One of my lines in Backwards was about following your own goofy little star, and bugger the consequences. I must follow my own goofy star, and, as some of you know, sometimes it is very goofy indeed.
I have lost a lot of loves in the last year; the two current loves of my life are my mare and my Pigeon. If I have learnt anything from my season of grief, it is that the loves must be celebrated, while they are still with us. If I put them down on the page, then they are kept; one day, when they are gone, I may take down the book, and slowly read. So I shall write about them, and I am not going to apologise for that.

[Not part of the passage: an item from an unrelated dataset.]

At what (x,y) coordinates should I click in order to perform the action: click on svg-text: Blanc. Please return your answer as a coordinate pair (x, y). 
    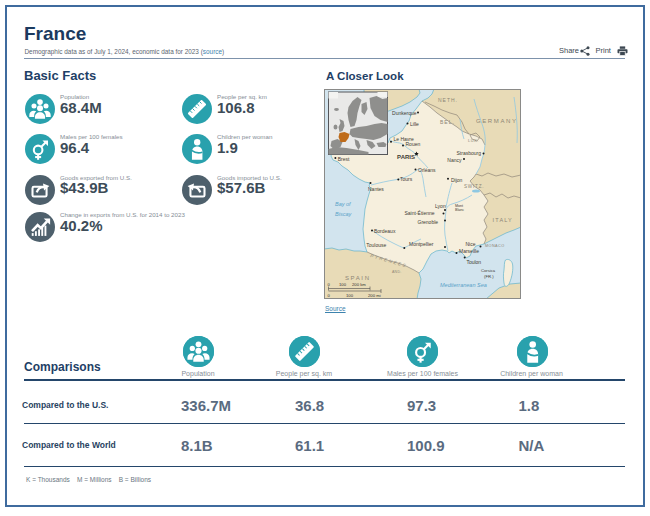
    Looking at the image, I should click on (460, 210).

Today, there was a glimmer, the faintest promise, the teasing glimpse of sun. I squinted and gazed in awe and wonder, and ran to get the camera.
Red's view:
Garden:
The little pony:
She is so pretty I think we may have to show her in veteran's classes. Surely that face is too good not to share:
And talking of beautiful faces:
I love it when she gazes out to the horizon like that. I never quite know what she sees, but whatever it is, it is quite fascinating.
See the noble profile:
She is so much happier now she has her little friend. I cannot tell you the difference. She is all dozy and dopey and relaxed; I hardly need the headcollar at all, she just follows me about like an old dog. Amble, amble, amble we go, as if we have been together forever. My heart expands, as if to fit all the new love into it.
And talking of hearts:
One of the things that amazes me about this dog is that she is almost fourteen. Fourteen. I cannot quite believe how gracefully she ages. And she still chases her ball about like a three-year-old:
THE HILL. THE HILL. After five days sulking in the cloud, she is back, in all her stately glory:
I hope you have a lovely Friday, and get a glimpse of sun.